On paint-by-numbers
At some point — but it is seldom a discrete moment in space or time — the weight of the anecdotal in science, or that of the circumstantial in law, becomes overwhelming. This is the opposite of a statistical fact, in part because there are no statistical facts. I am reminded of this whenever the “scientific” control freaks of statistics lay down some law, indifferent to the Law in nature. The difference between 999,999 and one million is, in any imaginable situation, not a difference at all. Where it is made the basis for a decision, that decision is arbitrary, and not infrequently, cruel. By contrast, such differences as those between pregnant and not pregnant, dead and not dead, are unchallengeably significant. They are in the realm of meaning.
I am reminded of this hourly or better, these days, when consulting the news. All readers of the mass media (accurately described by Trump as “fake news”) are being covered, constantly, by the vomit of statistics — few with any context, and many knowingly false. They “look scientific,” which is to say, they answer to the moron’s conception of science. In “disciplines” like economics, today, and throughout the other social sciences, the participants sleepwalk. Nobel prizes are given out for numerical sludge, presented to the purpose of selling one destructive “policy” or another, that will be imposed on real, live, particular human beings. The same is true of the “mathematical biology” that has disinformed all our public health “professionals.”
The Red Chinese Batflu, now transforming our world, is a spectacular case in point. Not only the epidemiological projections, but even the counts of dead and wounded, are taken on faith — from people who are characteristically faithless. Information on prevention and cures is hostage to the work of statisticians. “Double blind tests,” which would be absolutely immoral — wicked — on human subjects facing life or death — are demanded by our medical apes.

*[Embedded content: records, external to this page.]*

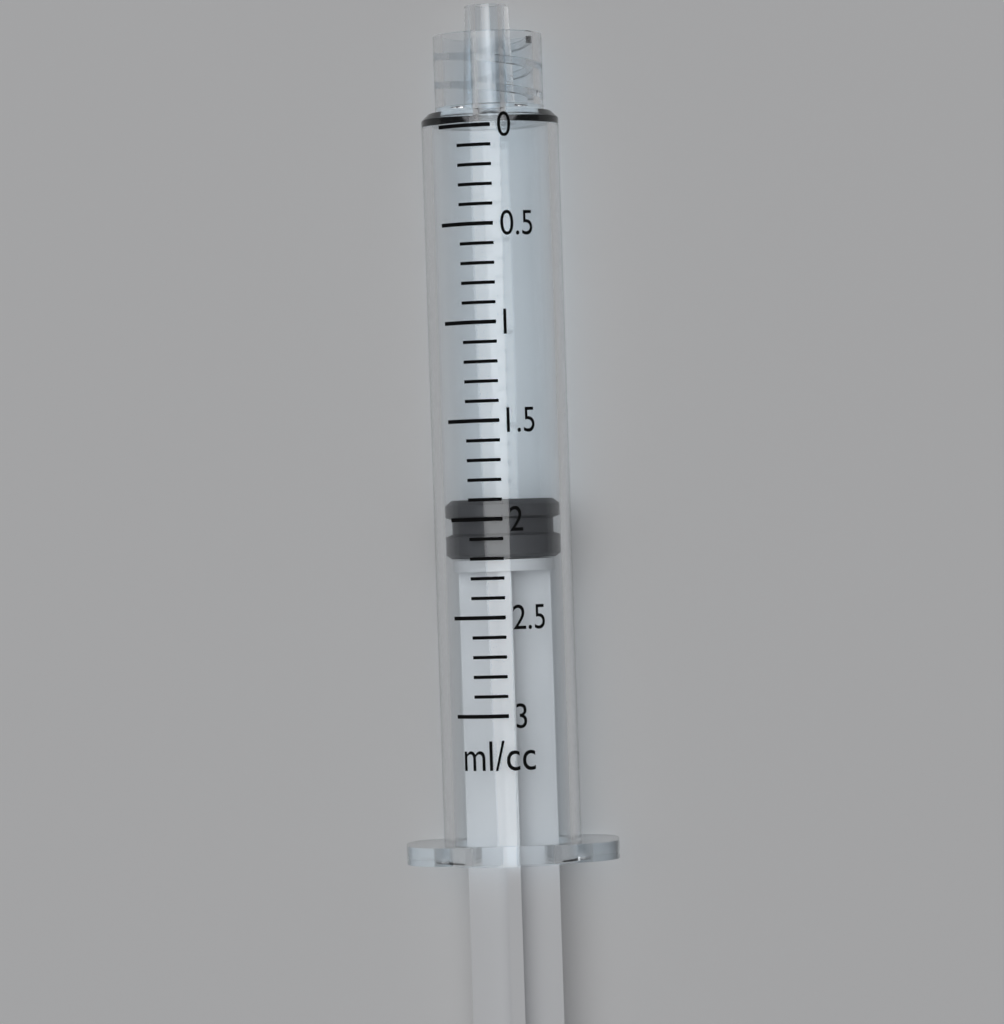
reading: 1.9 ml
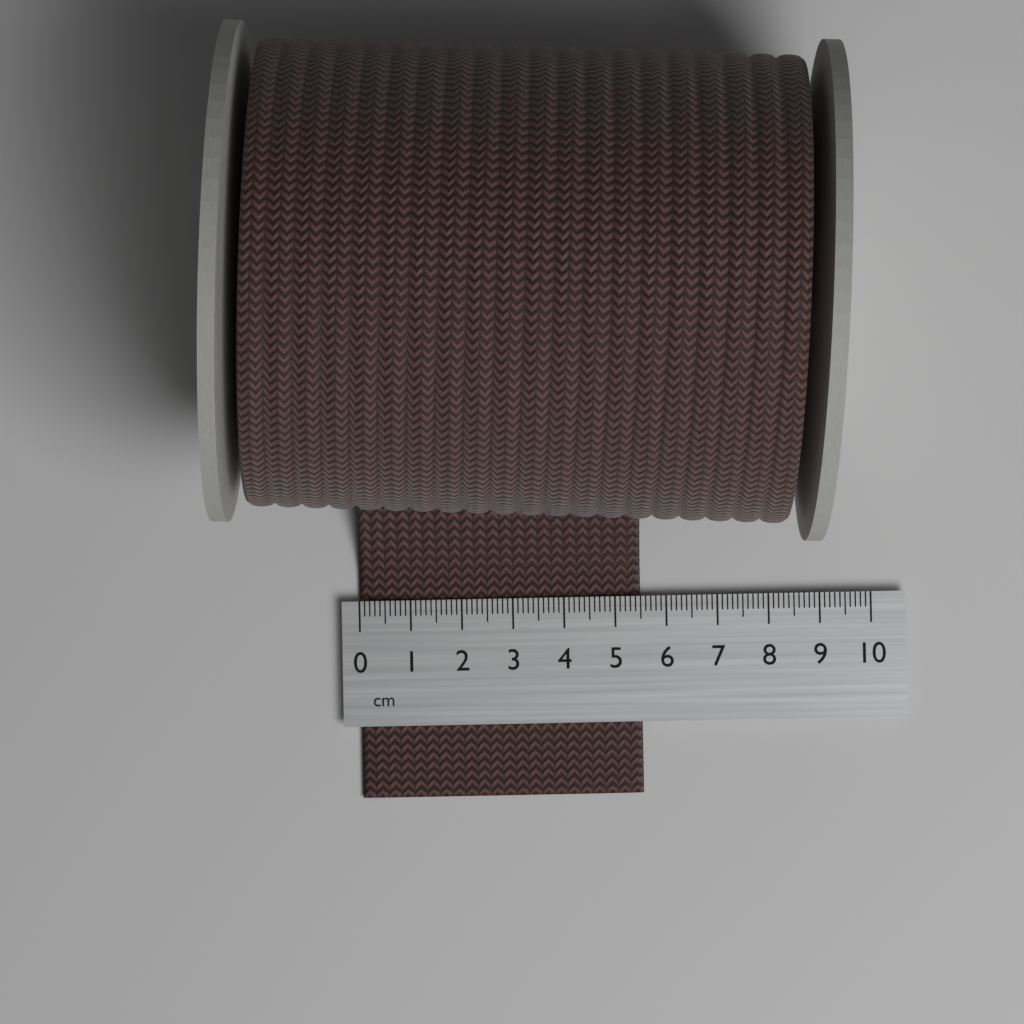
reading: 5.5 cm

Let us consider Hydroxychloroquine, for one passing example. Administered promptly, it has “apparently” saved the lives of thousands, in nursing homes all over the world, and outside them. The doctors and nurses on our actual front lines are using it, on the strength of their actual experience. The dangers in its use are real, as they are in all drugs, and all food and drink for that matter; but in this case they are remarkably slight. Yet the drug has been put under a cloud by one, obviously politicized, statistical study — in which it was administered, or not administered, to patients already beyond hope of recovery. Surprise! Hydroxycholoquine didn’t work on them. The malicious idiots of the press then went to work on this, for an unambiguously political purpose.
No artist, not even the geometrically obsessed Piero della Francesca, or the over-domesticated Johannes Vermeer, ever painted by numbers. Both were fascinated by the patterns they had the genius to observe in nature, and both sought to reproduce these patterns within the structure of their paintings. Ratios have been contemplated, and applied, through the known histories of art, architecture, music, even poetry, since very ancient times. They are likewise of interest, and use, within the sciences. But these are never statistical, except where some mediocrity is trying to demonstrate some point that is irresistibly precise, by a means that is approximate. The Golden Section, the value of Pi — are true absolutely, not by the compilation of averages.
But modern, godless man, cannot cope with Absoluteness. (See here.)
Cause and effect may be masked, by many variables, but that great principle of our universe, that two and two make four, regardless of what some fool in the Vatican may proclaim, is at the root of all discovery. It makes the difference between truth and (let me try to be polite for a change:) error. We know by experience, and in moments we home in upon, what our Creator has Created. Or we babble, having dressed up as the Judge.